Finally, in the subway, coming home one night during rush hour, I do it. It is sweltering in the car, hundreds of us packed against one another; a dull rumble of fear and assault moving through the tunnels and I am jammed against a tall blond girl, around twenty-four or twenty-five with a briefcase under her shoulder, a fine moistness coming from her forehead, a fine heat seeming to come from the damp of her underarms. The car lurches, we press against one another, smile, turn away, slam into one another again at a halt, uncouple, smile, move, smile, jerk, slam, grunt at one another, move away unsmiling, slam to a halt, drive into one another, smile, and I cannot take it anymore, literally cannot take it, her left breast is resting against my forearm, her right less than an inch from my nose and I say, “I could love you, you know, I could really love you, it wouldn’t be difficult at all, you have no idea of what goes on inside me, but if I could only make you see, I know that the two of us could somehow come together; you’re really extraordinarily beautiful, sensual arms, beautiful breasts, but more than beautiful you’re sensitive as well, I can see from your face how sensitive you are and furthermore from the briefcase you are carrying that you are a consequential person, an artist perhaps, or a fashion designer, possibly a model carrying around shots of herself or a writer turning in brilliant crisp samples of her prose style to the top magazines. I am thirty-five years old, a college graduate, industrious, intelligent, I am making approximately fifty thousand dollars a year from my own business, I have lived an interesting life and am really at the verge of my best possiblities. What do you think? Do you think that we could manage somehow with one another? It would be no problem to disentangle myself from my home life and as far as you, a girl so beautiful could have formed no entanglements that she could not break without the others thinking that they were blessed to have known her on whatever terms for however short a time. What do you think? Will you make love to me?” and then, shyly look up at her for the first time as the train pulls into the Fifty-ninth Street station, yawns to a halt, flings open its doors and begins to evacuate passengers.
She adjusts her briefcase, gives me a smile, prepares to join the passengers on the way out. “I think,” she says, looking at her watch, “I think that it’s about five twenty. But I’ve been slow for weeks, maybe you’d better ask someone else.” Her ass waggles a slow, sad good-bye to me as she steps to the platform.

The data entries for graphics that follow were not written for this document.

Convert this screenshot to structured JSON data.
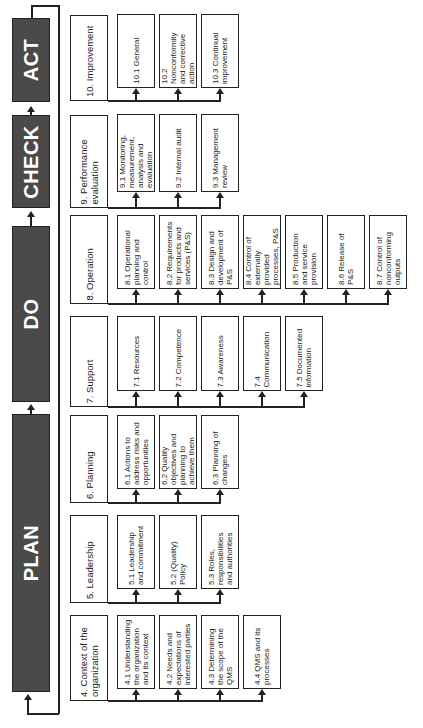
{
  "phases": [
    {
      "id": "act",
      "label": "ACT"
    },
    {
      "id": "check",
      "label": "CHECK"
    },
    {
      "id": "do",
      "label": "DO"
    },
    {
      "id": "plan",
      "label": "PLAN"
    }
  ],
  "clauses": [
    {
      "label": "10. Improvement",
      "subs": [
        "10.1 General",
        "10.2 Nonconformity and corrective action",
        "10.3 Continual improvement"
      ]
    },
    {
      "label": "9. Performance evaluation",
      "subs": [
        "9.1 Monitoring, measurement, analysis and evaluation",
        "9.2 Internal audit",
        "9.3 Management review"
      ]
    },
    {
      "label": "8. Operation",
      "subs": [
        "8.1 Operational planning and control",
        "8.2 Requirements for products and services (P&S)",
        "8.3 Design and development of P&S",
        "8.4 Control of externally provided processes, P&S",
        "8.5 Production and service provision",
        "8.6 Release of P&S",
        "8.7 Control of nonconforming outputs"
      ]
    },
    {
      "label": "7. Support",
      "subs": [
        "7.1 Resources",
        "7.2 Competence",
        "7.3 Awareness",
        "7.4 Communication",
        "7.5 Documented information"
      ]
    },
    {
      "label": "6. Planning",
      "subs": [
        "6.1 Actions to address risks and opportunities",
        "6.2 Quality objectives and planning to achieve them",
        "6.3 Planning of changes"
      ]
    },
    {
      "label": "5. Leadership",
      "subs": [
        "5.1 Leadership and commitment",
        "5.2 (Quality) Policy",
        "5.3 Roles, responsibilities and authorities"
      ]
    },
    {
      "label": "4. Context of the organization",
      "subs": [
        "4.1 Understanding the organization and its context",
        "4.2 Needs and expectations of interested parties",
        "4.3 Determining the scope of the QMS",
        "4.4 QMS and its processes"
      ]
    }
  ],
  "colors": {
    "phase_fill": "#4a4a4a",
    "line": "#222222",
    "background": "#ffffff"
  }
}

Before I can get really involved, however, in thoughts about modern alienation, the train gets jammed in the tunnel outside Seventy-second Street, and for half an hour I have nothing to contemplate but the smell of smoke and my own terror, both rising like the winking lights of an incoming New Lots Express bearing out of the tubes, and by the time we finally get going again, a good share of the passengers in the train have panicked or fainted or begun to curse about being late for dinner on the fuckin subway, and comforting the wounded, healing the sick, and talking with the afflicted keeps me quite busy almost all the way home.